Some people are responding with extreme skepticism as a natural reaction, and in the creative fields this may be highly warranted – while AI can write novels, is this something people actually want to read? But in other areas this is hazardous and may just result in increasing cognitive dissonance. If we take the comparison to the Internet bubble in the early 2000, there was certainly hype and over-investment, but that rapid rate of investment did give many companies the momentum they needed to build great things we rely on heavily today. Even things that there was huge skepticism around (who wants to do banking online?) have now turned out to be part of our daily lives.
Other people seem to be taking the Growth Mindset to the extreme, embracing AI evangelism and going after it all without skepticism. Yes, it is possible to do a huge amount if you have no family (or prioritize work/innovation above all else) and work a huge number of hours of the day, but it is neither equitable nor healthy to force everyone to make this choice. Given the rate of change here, I fear that even this is unsustainable, and many of the people on this path are also going to get burned badly by all of the security and other pitfalls present in even the best of these systems.
For those of us who think of ourselves as pragmatic innovators, we can try and take a middle ground but even that middle ground is extremely stressful. There is no way anyone can keep up with the rate of change, and new threats are showing up constantly. While many people might have the option of trying to ignore it, it is still important for everyone to be aware of all of the new threats from bad actors that are leaking into the real world.
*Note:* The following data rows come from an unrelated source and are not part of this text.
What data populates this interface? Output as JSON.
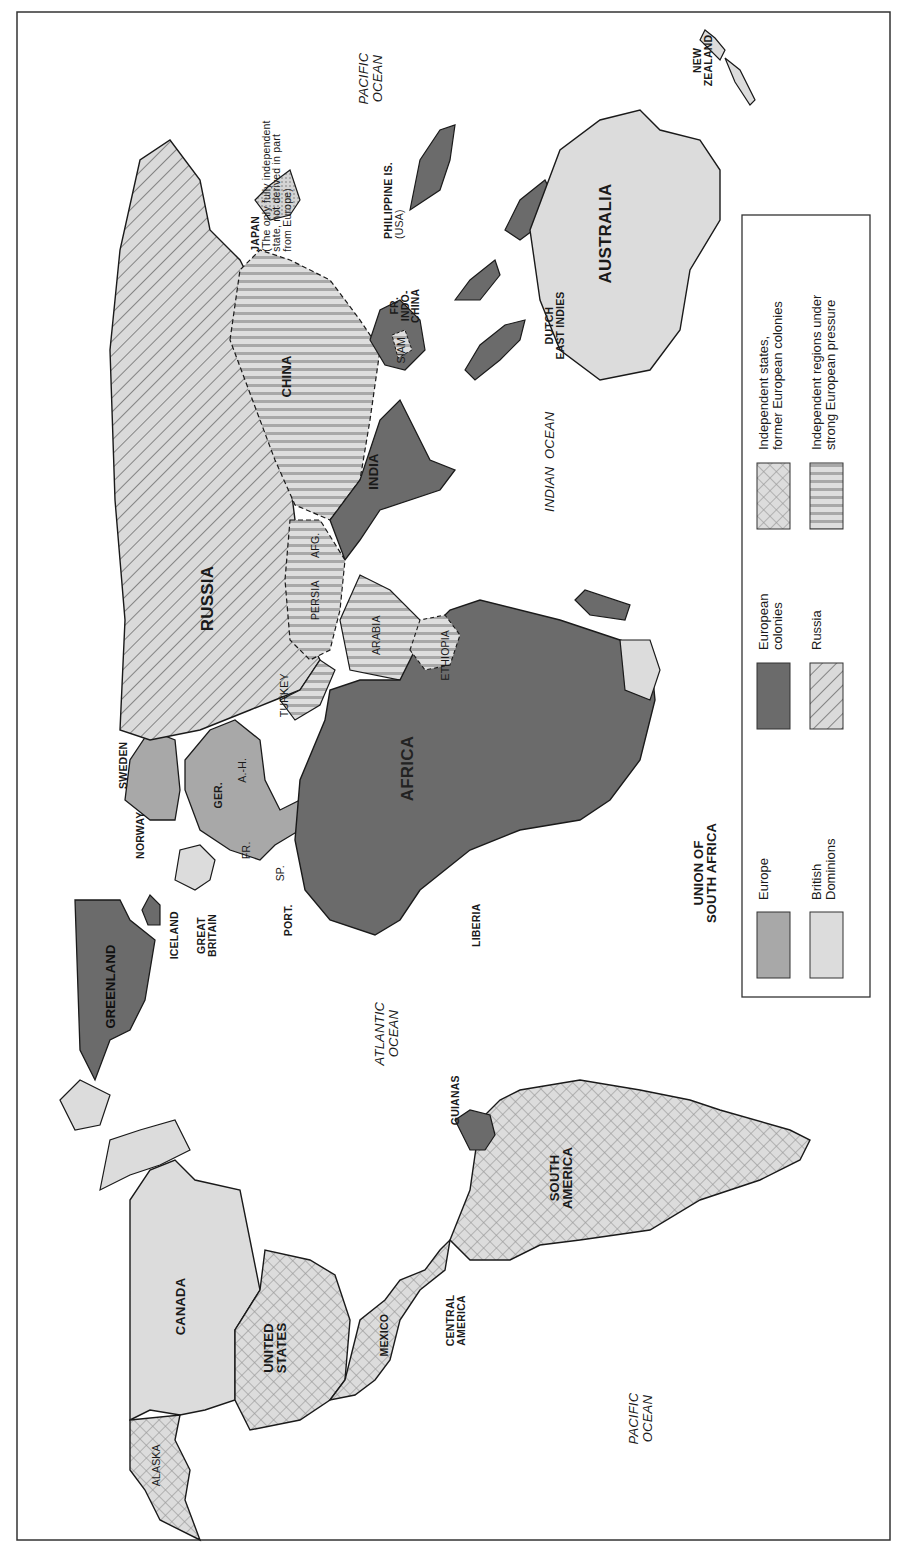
{
  "map": {
    "orientation": "rotated 90 degrees counter-clockwise (north points left)",
    "regions": {
      "north_america": [
        "CANADA",
        "UNITED STATES",
        "ALASKA",
        "MEXICO",
        "CENTRAL AMERICA"
      ],
      "south_america": [
        "SOUTH AMERICA",
        "GUIANAS"
      ],
      "europe": [
        "NORWAY",
        "SWEDEN",
        "GREAT BRITAIN",
        "ICELAND",
        "GER.",
        "A.-H.",
        "FR.",
        "SP.",
        "PORT."
      ],
      "asia": [
        "RUSSIA",
        "CHINA",
        "INDIA",
        "TURKEY",
        "PERSIA",
        "AFG.",
        "ARABIA",
        "SIAM",
        "FR. INDO-CHINA",
        "JAPAN",
        "PHILIPPINE IS. (USA)",
        "DUTCH EAST INDIES"
      ],
      "africa": [
        "AFRICA",
        "ETHIOPIA",
        "LIBERIA",
        "UNION OF SOUTH AFRICA"
      ],
      "oceania": [
        "AUSTRALIA",
        "NEW ZEALAND"
      ],
      "other": [
        "GREENLAND"
      ]
    },
    "labels": {
      "canada": "CANADA",
      "united_states_1": "UNITED",
      "united_states_2": "STATES",
      "alaska": "ALASKA",
      "mexico": "MEXICO",
      "central_america_1": "CENTRAL",
      "central_america_2": "AMERICA",
      "south_america_1": "SOUTH",
      "south_america_2": "AMERICA",
      "guianas": "GUIANAS",
      "greenland": "GREENLAND",
      "iceland": "ICELAND",
      "great_britain_1": "GREAT",
      "great_britain_2": "BRITAIN",
      "norway": "NORWAY",
      "sweden": "SWEDEN",
      "germany": "GER.",
      "austria_hungary": "A.-H.",
      "france": "FR.",
      "spain": "SP.",
      "portugal": "PORT.",
      "russia": "RUSSIA",
      "turkey": "TURKEY",
      "persia": "PERSIA",
      "afghanistan": "AFG.",
      "arabia": "ARABIA",
      "ethiopia": "ETHIOPIA",
      "africa": "AFRICA",
      "liberia": "LIBERIA",
      "south_africa_1": "UNION OF",
      "south_africa_2": "SOUTH AFRICA",
      "india": "INDIA",
      "china": "CHINA",
      "siam": "SIAM",
      "indochina_1": "FR.",
      "indochina_2": "INDO-",
      "indochina_3": "CHINA",
      "japan": "JAPAN",
      "japan_note_1": "(The only fully independent",
      "japan_note_2": "state, not derived in part",
      "japan_note_3": "from Europe)",
      "philippines_1": "PHILIPPINE IS.",
      "philippines_2": "(USA)",
      "dutch_east_indies_1": "DUTCH",
      "dutch_east_indies_2": "EAST INDIES",
      "australia": "AUSTRALIA",
      "new_zealand_1": "NEW",
      "new_zealand_2": "ZEALAND"
    },
    "oceans": {
      "pacific_east_1": "PACIFIC",
      "pacific_east_2": "OCEAN",
      "pacific_west_1": "PACIFIC",
      "pacific_west_2": "OCEAN",
      "atlantic_1": "ATLANTIC",
      "atlantic_2": "OCEAN",
      "indian": "INDIAN  OCEAN"
    }
  },
  "legend": {
    "items": [
      {
        "key": "europe",
        "label": "Europe",
        "pattern": "solid-medium-gray",
        "color": "#a9a9a9"
      },
      {
        "key": "british_dominions",
        "label_1": "British",
        "label_2": "Dominions",
        "pattern": "solid-light-gray",
        "color": "#dcdcdc"
      },
      {
        "key": "european_colonies",
        "label_1": "European",
        "label_2": "colonies",
        "pattern": "solid-dark-gray",
        "color": "#6e6e6e"
      },
      {
        "key": "russia",
        "label": "Russia",
        "pattern": "diagonal-hatch",
        "color": "#d9d9d9"
      },
      {
        "key": "former_colonies",
        "label_1": "Independent states,",
        "label_2": "former European colonies",
        "pattern": "crosshatch",
        "color": "#d9d9d9"
      },
      {
        "key": "pressure",
        "label_1": "Independent regions under",
        "label_2": "strong European pressure",
        "pattern": "vertical-stripes",
        "color": "#d9d9d9"
      }
    ]
  },
  "colors": {
    "europe": "#a8a8a8",
    "dominions": "#dcdcdc",
    "colonies": "#6b6b6b",
    "hatch_bg": "#dadada",
    "hatch_line": "#7a7a7a",
    "stripe_line": "#a0a0a0",
    "outline": "#1a1a1a",
    "japan_dots": "#c8c8c8"
  }
}
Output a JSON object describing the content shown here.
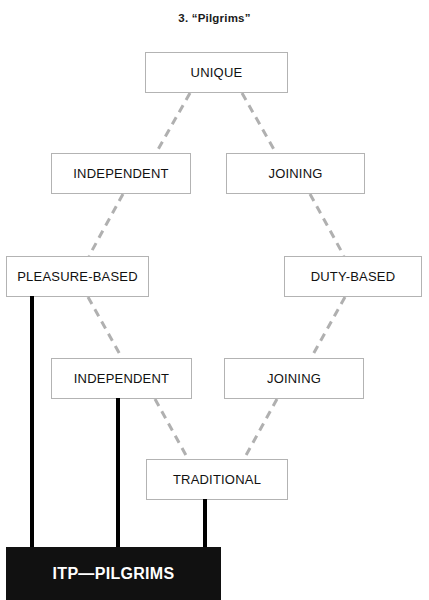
{
  "title": "3. “Pilgrims”",
  "colors": {
    "box_border": "#b3b3b3",
    "box_fill": "#ffffff",
    "text": "#111111",
    "dashed_edge": "#b0b0b0",
    "solid_edge": "#000000",
    "terminal_fill": "#111111",
    "terminal_text": "#ffffff",
    "background": "#ffffff"
  },
  "nodes": [
    {
      "id": "unique",
      "label": "UNIQUE",
      "x": 145,
      "y": 52,
      "w": 143,
      "h": 41
    },
    {
      "id": "independent-1",
      "label": "INDEPENDENT",
      "x": 51,
      "y": 153,
      "w": 140,
      "h": 41
    },
    {
      "id": "joining-1",
      "label": "JOINING",
      "x": 226,
      "y": 153,
      "w": 139,
      "h": 41
    },
    {
      "id": "pleasure",
      "label": "PLEASURE-BASED",
      "x": 6,
      "y": 256,
      "w": 143,
      "h": 41
    },
    {
      "id": "duty",
      "label": "DUTY-BASED",
      "x": 284,
      "y": 256,
      "w": 138,
      "h": 41
    },
    {
      "id": "independent-2",
      "label": "INDEPENDENT",
      "x": 51,
      "y": 358,
      "w": 141,
      "h": 41
    },
    {
      "id": "joining-2",
      "label": "JOINING",
      "x": 224,
      "y": 358,
      "w": 140,
      "h": 41
    },
    {
      "id": "traditional",
      "label": "TRADITIONAL",
      "x": 146,
      "y": 459,
      "w": 142,
      "h": 41
    }
  ],
  "dashed_edges": [
    {
      "from": "unique",
      "to": "independent-1",
      "x1": 190,
      "y1": 93,
      "x2": 156,
      "y2": 153
    },
    {
      "from": "unique",
      "to": "joining-1",
      "x1": 242,
      "y1": 93,
      "x2": 276,
      "y2": 153
    },
    {
      "from": "independent-1",
      "to": "pleasure",
      "x1": 123,
      "y1": 194,
      "x2": 89,
      "y2": 256
    },
    {
      "from": "joining-1",
      "to": "duty",
      "x1": 310,
      "y1": 194,
      "x2": 344,
      "y2": 256
    },
    {
      "from": "pleasure",
      "to": "independent-2",
      "x1": 88,
      "y1": 297,
      "x2": 122,
      "y2": 358
    },
    {
      "from": "duty",
      "to": "joining-2",
      "x1": 345,
      "y1": 297,
      "x2": 311,
      "y2": 358
    },
    {
      "from": "independent-2",
      "to": "traditional",
      "x1": 155,
      "y1": 399,
      "x2": 188,
      "y2": 459
    },
    {
      "from": "joining-2",
      "to": "traditional",
      "x1": 277,
      "y1": 399,
      "x2": 244,
      "y2": 459
    }
  ],
  "solid_edges": [
    {
      "from": "pleasure",
      "to": "terminal",
      "x": 30,
      "y": 296,
      "h": 252,
      "w": 4
    },
    {
      "from": "independent-2",
      "to": "terminal",
      "x": 116,
      "y": 398,
      "h": 150,
      "w": 4
    },
    {
      "from": "traditional",
      "to": "terminal",
      "x": 203,
      "y": 499,
      "h": 49,
      "w": 4
    }
  ],
  "terminal": {
    "label": "ITP—PILGRIMS",
    "x": 6,
    "y": 547,
    "w": 215,
    "h": 53
  }
}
For those of us in technical roles, ignoring the transformative nature of AI isn’t an option — while there are lots of bad uses, there are also lots of compelling uses, and we need to have enough familiarity to be able to differentiate and to use the tools well.
Trying to keep up here while also dealing with the emerging threats and also trying to do our jobs is exhausting, and is feeling increasingly unsustainable. While offloading things to AI might seem like an attractive solution, it doesn’t really help and makes things worse as the only way to safely use AIs today is to put up enough guardrails to be able to be personally responsible for their outputs and actions. This means that while they can help us be more productive, that increased productivity does NOT come as a reduction in either stress or anxiety.
I’m not sure what we can do about this? The only thing that I can think of is empathy and acknowledging the levels of stress that our present-day future is forcing onto ourselves and everyone around us, along with appreciating that different people are processing it in different ways. Human connections may also help some people but make things worse for others. While this seems like an important topic for those of us in tech leadership roles to talk about and try and address, the solution is NOT to try and use AI to solve it. (My dystopian fear is bringing this to HR departments or management who then suggest that employees talk to chatbots for psychological support — if anyone seriously suggests this there is plenty of research saying that doing so would be criminally negligent.) But no matter what, try and be good to the humans around you.